The ideas behind Emcee are simple: if you manage (software) systems that require maintenance, let the users of these systems know.

Let them know about the upcoming maintenance events in a manner that is structured, standardized and recognizable. Repeated use of standardized notifications teaches users what to look for, so that they know what to expect, how to act, and what questions to ask (ahead of time). The templates used for these notifications guide managers of maintenance events, to provide the right information. If the notifications are still missing information, these templates allow for an iterative process of continuous improvement.

Again, a simple idea, solving a problem with a simple and straightforward tool, that is easy to use. Emcee aspires to be really good, if not the best, in a small problem space. We take a page out of the book of tools like Toggl, PagerDuty or StatusPage (and many others). In a world of ever-more connected and integrated applications, there is an important role for this range of small, specialized applications in support of the (typically larger) systems that are core to your business.

While Emcee starts as a simple solution, in its small space, we see tremendous opportunities to further specialize, and make it more attractive to our users. Here follows a glimps of the progressions that crossed our minds. You may read this as our roadmap:

  • Start simple. Just e-mail notifications, basic data entry capabilities. This is beta software. This is now.
  • Then, improve automated test coverage and availability of Emcee itself. No more beta.
  • Implement an ongoing stream of smaller features and usability improvements.
  • Document and then expose the Emcee REST API. Long live the open web.
  • Support additional communication channels. Expect text messaging, or your favorite chat network (e.g. Slack).
  • Add workflows for maintenance events. We believe this would be an extremely powerful feature set, with notifications at important pre-defined checkpoints during a maintenance event, notifications to communicate the result of the maintenance, supporting alternative outcomes, manual steps, et cetera.
  • Third-party integrations. Think about automatically disabling alarms for the subjected systems, for the duration of events, in e.g. Datadog or Scout. Or maybe recording a deployment in New Relic at the end of maintenance. We are sure you can come up with some more of these.
  • Listen to our users to understand what their requests and desires are for Emcee.
  • Develop some premium features into a paid offering, while keeping the basic features (the bulk of what we'd be offering) available to everybody, for free (the freemium model). But this is quite far down the list–quite far down the road.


What the task asks:
Which lines in the data below contain the word "element"? Pull each of them out.

[Dataset rows about figures]
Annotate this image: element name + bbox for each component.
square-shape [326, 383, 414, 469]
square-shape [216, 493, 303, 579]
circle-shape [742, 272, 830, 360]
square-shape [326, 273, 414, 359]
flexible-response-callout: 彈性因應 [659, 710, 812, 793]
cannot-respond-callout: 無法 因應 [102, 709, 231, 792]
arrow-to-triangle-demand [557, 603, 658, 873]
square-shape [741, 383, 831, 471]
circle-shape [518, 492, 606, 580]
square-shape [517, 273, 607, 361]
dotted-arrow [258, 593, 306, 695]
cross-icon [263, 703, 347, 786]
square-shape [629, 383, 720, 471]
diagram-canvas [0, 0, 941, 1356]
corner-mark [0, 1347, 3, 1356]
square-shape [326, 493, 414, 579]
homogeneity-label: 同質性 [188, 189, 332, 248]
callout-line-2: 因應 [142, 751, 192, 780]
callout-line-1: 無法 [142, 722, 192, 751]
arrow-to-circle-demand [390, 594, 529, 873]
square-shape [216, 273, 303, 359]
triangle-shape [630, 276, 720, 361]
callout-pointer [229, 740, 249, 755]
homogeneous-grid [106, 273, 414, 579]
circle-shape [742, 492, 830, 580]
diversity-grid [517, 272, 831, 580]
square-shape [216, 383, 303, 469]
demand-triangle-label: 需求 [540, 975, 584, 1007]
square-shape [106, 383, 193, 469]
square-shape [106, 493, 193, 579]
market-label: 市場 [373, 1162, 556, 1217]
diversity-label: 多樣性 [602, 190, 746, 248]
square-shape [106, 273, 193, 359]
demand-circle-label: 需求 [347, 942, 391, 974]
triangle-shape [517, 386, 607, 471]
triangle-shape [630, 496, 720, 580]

---

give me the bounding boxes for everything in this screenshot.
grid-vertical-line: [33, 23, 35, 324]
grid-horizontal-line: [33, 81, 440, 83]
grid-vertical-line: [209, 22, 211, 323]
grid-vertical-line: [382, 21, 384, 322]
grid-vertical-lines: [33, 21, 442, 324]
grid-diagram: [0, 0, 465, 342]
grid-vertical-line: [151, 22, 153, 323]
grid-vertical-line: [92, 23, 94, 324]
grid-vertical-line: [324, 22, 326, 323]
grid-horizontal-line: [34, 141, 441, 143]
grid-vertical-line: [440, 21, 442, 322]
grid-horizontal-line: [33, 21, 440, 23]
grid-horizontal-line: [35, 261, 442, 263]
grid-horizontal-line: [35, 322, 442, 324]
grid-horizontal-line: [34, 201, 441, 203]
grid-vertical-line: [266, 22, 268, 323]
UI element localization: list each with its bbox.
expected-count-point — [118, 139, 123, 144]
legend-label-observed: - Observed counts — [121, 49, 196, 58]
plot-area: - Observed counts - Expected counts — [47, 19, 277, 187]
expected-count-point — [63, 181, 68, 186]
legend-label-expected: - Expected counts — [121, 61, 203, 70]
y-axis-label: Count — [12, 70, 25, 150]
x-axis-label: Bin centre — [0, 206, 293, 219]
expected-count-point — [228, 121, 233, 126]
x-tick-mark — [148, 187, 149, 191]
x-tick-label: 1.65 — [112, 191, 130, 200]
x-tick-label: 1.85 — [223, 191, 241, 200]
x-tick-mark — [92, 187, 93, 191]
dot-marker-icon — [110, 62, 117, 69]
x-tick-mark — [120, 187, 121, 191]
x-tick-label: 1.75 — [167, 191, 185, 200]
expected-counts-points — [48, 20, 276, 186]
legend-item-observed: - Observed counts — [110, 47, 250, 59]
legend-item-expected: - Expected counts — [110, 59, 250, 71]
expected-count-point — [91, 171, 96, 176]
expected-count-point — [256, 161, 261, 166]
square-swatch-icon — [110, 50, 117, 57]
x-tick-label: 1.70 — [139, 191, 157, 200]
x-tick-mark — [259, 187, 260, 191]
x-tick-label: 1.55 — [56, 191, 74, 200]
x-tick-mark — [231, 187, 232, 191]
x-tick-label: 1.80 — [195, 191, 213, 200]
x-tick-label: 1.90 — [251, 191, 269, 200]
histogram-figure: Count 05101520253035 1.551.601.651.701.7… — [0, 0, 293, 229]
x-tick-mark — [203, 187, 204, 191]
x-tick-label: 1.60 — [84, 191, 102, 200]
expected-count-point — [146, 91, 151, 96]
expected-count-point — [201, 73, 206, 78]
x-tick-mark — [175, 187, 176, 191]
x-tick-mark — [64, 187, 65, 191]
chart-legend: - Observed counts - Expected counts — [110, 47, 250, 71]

---

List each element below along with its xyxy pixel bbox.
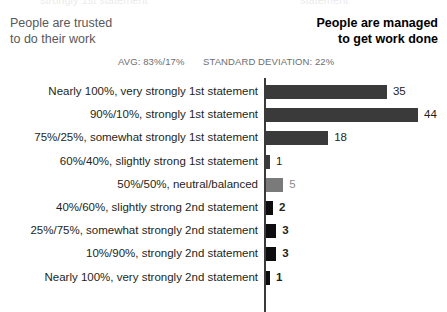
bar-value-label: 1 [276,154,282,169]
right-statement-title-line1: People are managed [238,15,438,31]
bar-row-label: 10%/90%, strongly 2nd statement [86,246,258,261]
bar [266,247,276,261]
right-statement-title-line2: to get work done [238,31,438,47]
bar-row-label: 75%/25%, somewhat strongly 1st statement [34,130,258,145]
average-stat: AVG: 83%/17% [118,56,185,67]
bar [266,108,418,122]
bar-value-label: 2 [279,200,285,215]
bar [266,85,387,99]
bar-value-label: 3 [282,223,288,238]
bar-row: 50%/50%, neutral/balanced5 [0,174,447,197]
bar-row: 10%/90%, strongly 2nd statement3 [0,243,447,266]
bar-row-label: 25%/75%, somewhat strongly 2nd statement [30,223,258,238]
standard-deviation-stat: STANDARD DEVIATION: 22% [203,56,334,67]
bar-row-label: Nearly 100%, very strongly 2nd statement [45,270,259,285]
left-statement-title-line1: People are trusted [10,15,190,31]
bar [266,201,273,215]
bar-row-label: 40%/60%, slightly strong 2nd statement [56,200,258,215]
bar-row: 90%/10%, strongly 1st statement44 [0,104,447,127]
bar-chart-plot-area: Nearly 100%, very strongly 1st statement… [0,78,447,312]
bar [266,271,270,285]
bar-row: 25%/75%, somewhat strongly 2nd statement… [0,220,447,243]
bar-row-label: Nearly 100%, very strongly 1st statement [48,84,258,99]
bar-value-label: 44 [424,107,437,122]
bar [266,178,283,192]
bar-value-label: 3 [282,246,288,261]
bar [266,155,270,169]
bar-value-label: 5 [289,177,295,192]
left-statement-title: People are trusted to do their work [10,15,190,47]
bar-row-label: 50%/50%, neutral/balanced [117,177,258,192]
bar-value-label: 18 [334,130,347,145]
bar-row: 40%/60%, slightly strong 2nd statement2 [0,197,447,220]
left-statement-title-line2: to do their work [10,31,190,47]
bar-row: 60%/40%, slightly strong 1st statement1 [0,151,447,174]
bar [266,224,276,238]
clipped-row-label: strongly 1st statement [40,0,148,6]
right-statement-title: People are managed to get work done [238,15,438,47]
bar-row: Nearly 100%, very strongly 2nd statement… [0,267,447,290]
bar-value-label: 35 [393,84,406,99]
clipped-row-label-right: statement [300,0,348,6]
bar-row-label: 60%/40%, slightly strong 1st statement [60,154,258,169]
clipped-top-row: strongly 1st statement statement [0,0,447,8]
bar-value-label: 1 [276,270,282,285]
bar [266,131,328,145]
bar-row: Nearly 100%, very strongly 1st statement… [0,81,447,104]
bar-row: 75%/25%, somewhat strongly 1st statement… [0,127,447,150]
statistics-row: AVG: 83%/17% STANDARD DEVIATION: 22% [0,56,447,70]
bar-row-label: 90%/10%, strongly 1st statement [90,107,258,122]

Answer area:
Annotate this image: element name + bbox for each component.
UI element localization: list each with its bbox.
List each element below along with its xyxy pixel bbox.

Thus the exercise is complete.